The Congress must get its act together
On Friday, the Congress Working Committee (CWC) is set to meet to discuss the way forward for the party’s organisational makeover and elections. This is long due. There is an acute leadership crisis in the Congress — Sonia Gandhi is president but doesn’t want to be in charge; Rahul Gandhi doesn’t want to be president but is the key power centre; and other aspirants don’t quite know whether the Nehru-Gandhi family wants to be in or out.
There is an acute organisational crisis — state units are ridden with factionalism, and even as the Bharatiya Janata Party (BJP) builds its electionwinning machine on the ground, the Congress footprint is shrinking. And there is an acute ideological crisis — the party vacillates between being Centre-Right on identity issues, carefully staying away from minority-related concerns or questions of secularism and nationalism, while being pretty far to the Left on economic issues, as evidenced in Rahul Gandhi’s attack on farm laws and Indian capitalism.

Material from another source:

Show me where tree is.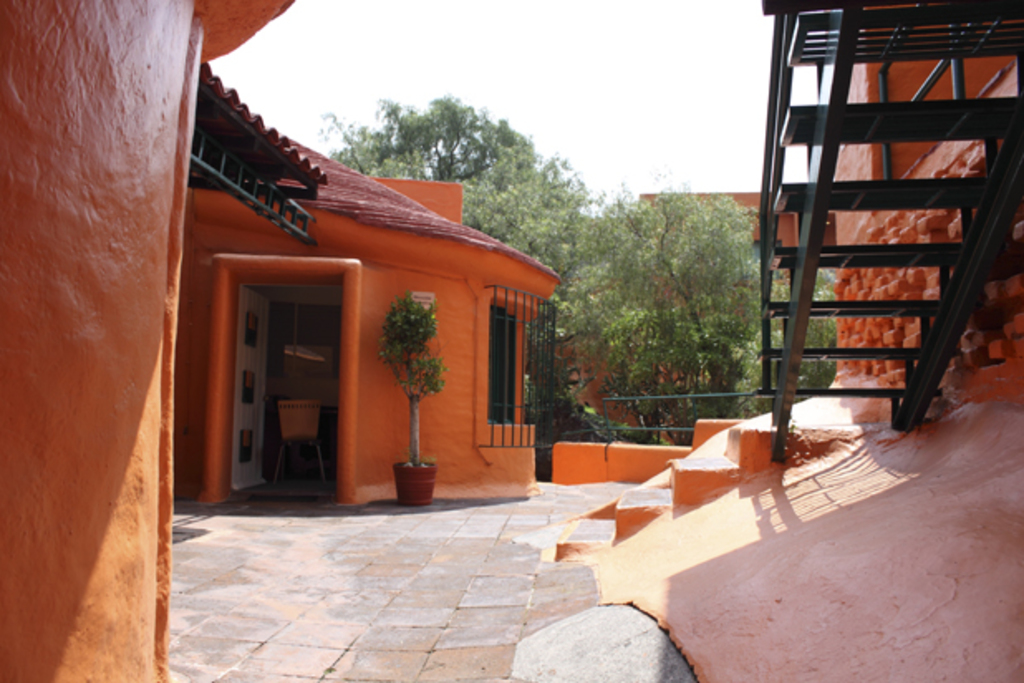
tree is at {"left": 310, "top": 90, "right": 590, "bottom": 414}.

CWC is itself a part of the problem, for it is a body of nominated individuals, many with limited or nonexistent mass base who have thrived on patronage politics. The room for dissent in the party is limited even as leaders can see that its electoral prospects — in both state polls and 2024 elections — remain dim. All of this calls not just for another routine working committee meeting which produces a statement about having faith in the current leadership. What is needed is a radical surgery and an overhaul at each level of the party. The Congress owes it to Indian democracy to get its act together.